All-you-can-eat is no excuse for gluttonous waste. I remember back when I was a teenager going to an all-you-can-eat lunch deal at Pizza Hut. Hey, back then I was broke and mostly just ate once a day. There was this obese man who kept going back to the buffet and piling pizza slices on his plate, taking it back to his table and scraping just a little bit of his favorite toppings off of it, eating those, then discarding the rest into a truly revolting mound of uneaten pizza slices at the other end of his table. That memory has always stuck with me, it grossed me out so much.

Just curious, what buffet, if you don’t mind my asking? Me love Chinese buffet.

Having been to Des Moines and read their paper, I’d wager no.

…the Flying Chow Mein Monster would strike them with His Noodly Appendage?

Where on Earth is VN?

BTW, sounds like you found a real keeper.

I’m guessing Vietnam.

Sorry, I’ve developed the habit of abbreviating Vietnam that way. Yes, I was eating it all. As I recall the fried chicken was delicious and I hadn’t had any in a year, I think that was mostly what I kept going back for, anyway I wasn’t particularly upset, but the GF was. You have to put it into the context of the times. She was pretty great, but unfortunately I have no idea what happened to her, we broke up about a year later and she married an aquaintance of mine.

The one across from the Valero station downtown. I think it’s called “Chinatown”.

If I read your story right, a manager said you had had enough after 5 plates, not an unjustifiable opinion, especially if this was a family-run place (most of the ones I’ve seen are). Your girlfriend’s response was to lay into the manager for, in essence, ‘not supporting the troops’? If it were my restaurant, I wouldn’t care if you just came back from fighting Commie Terrorists on Mars if a customer treated me or one of my employees that way.

Or that the only time “clean your plate” promotes obesity is when you act like a greedy hog and pile a bunch of shit on your plate you don’t want, rather than just taking a nice, small amount.

The woman’s an idiot. My parents would have killed me if I had done that as a child-but then, when they took me to buffets, they made sure I only took a little bit at a time. Even today I usually will take a small bite-size portion if I just want to see if I like something first. There’s no need to take huge amounts-you can always go back if you want more.

Ah, if it’s the one I’m thinking of, it’s behind Mucky Duck. Great noodle bowls!

How does one justify calling it “all you can eat” if you aren’t allowed to eat all you can eat?

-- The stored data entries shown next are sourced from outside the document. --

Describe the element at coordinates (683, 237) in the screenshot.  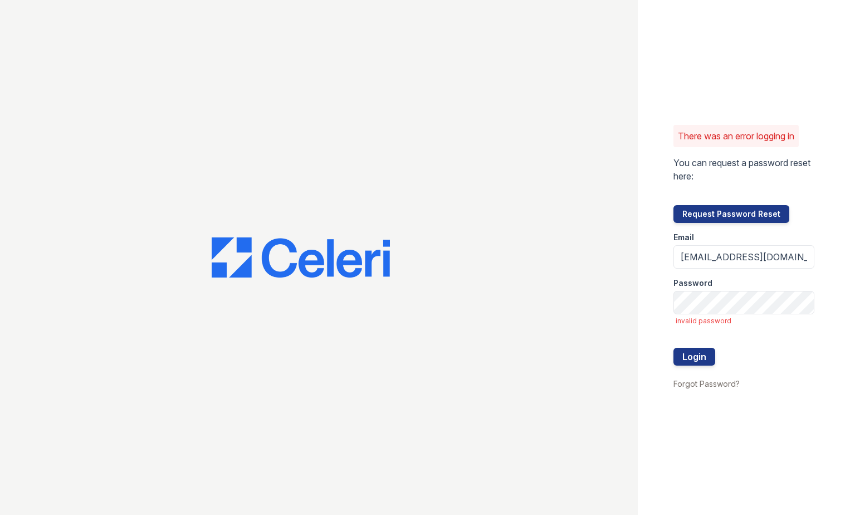
I see `label: Email` at that location.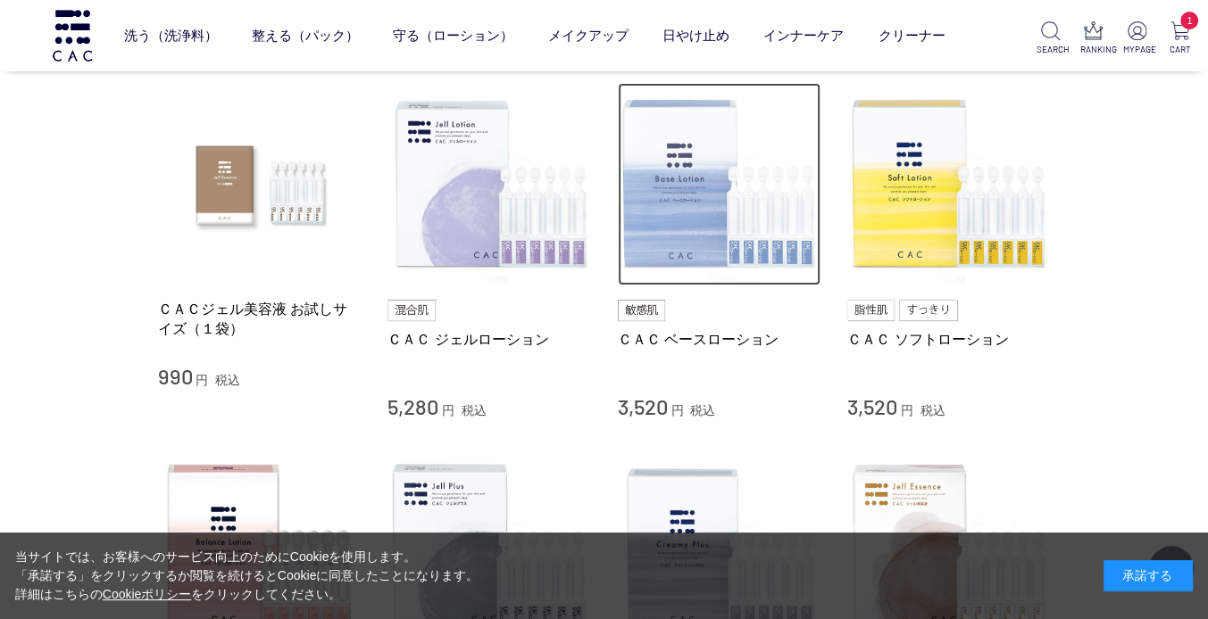  I want to click on a: 守る（ローション）, so click(453, 35).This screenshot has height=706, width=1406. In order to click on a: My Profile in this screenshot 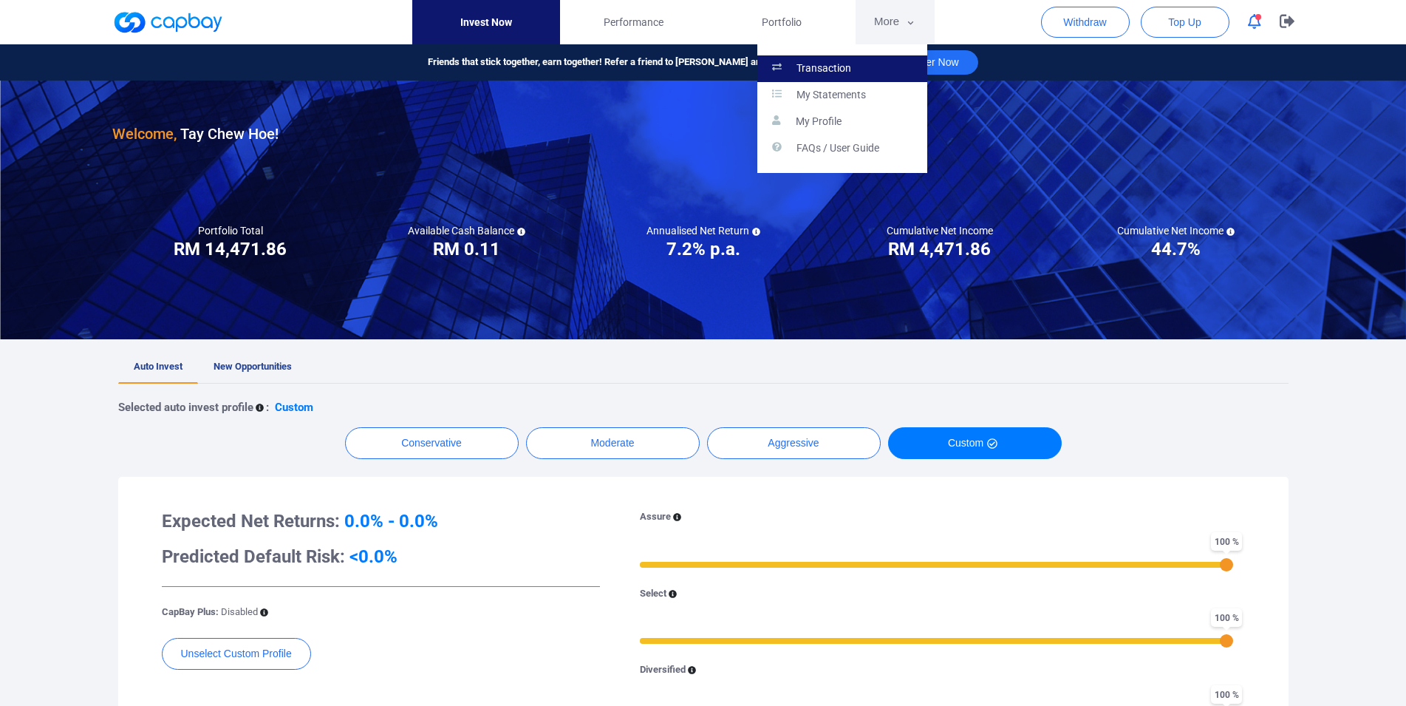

A woman who knows Wendy posted this at 8:36 (as it reads on my browser):

So Wendy’s friend, her husband, and her kids never finish what they take. And that makes it okay? Seems to me they’re part of the problem.

That’s all you can eat! Now go home!

:smiley: (I think I go that from Mad when I was a kid.

Heh, I guess that’s it!

You beat me to it, thanks. Maybe Johnny L.A. has it right, the guy figured “That’s all you can eat, now leave.” :slight_smile:

That’s fine, Wendy’s friend, your kids don’t have to finish everything on their plate…but in that case you don’t let them go back to the buffet.

Because we expect people to conduct themselves with basic human decentcy and respect and don’t want to have to ammend every statement with countless caveats and qualifications when it’s much easier just to throw the assholes out.

Just because we’re all about fighting ignorance here, lemme insert a quick reference to The Master on vomitoriums:
http://www.straightdope.com/columns/021101.html

I’m talking about A.R. Cane simply eating, not the waste of the people in the OP. Or do you feel it’s indecent to actually eat all one can eat, as advertised? It’s disrespectful and assholish too?

If a restaurant is justified in kicking someone out for eating more than the tab pays for, they should refund money to people who eat less. I gotta give the restaurant credit at least for admitting they were wrong.

Friends of mine went to a Buddhist “vegetarian meat” restaurant in Thailand (including fake chicken drumsticks with plastic bones!) and in addition to the cover charge, there was an additional per-gram charge for uneaten food. You were only allowed one plate and no dumping of food. According to them, it really moderated how much they took.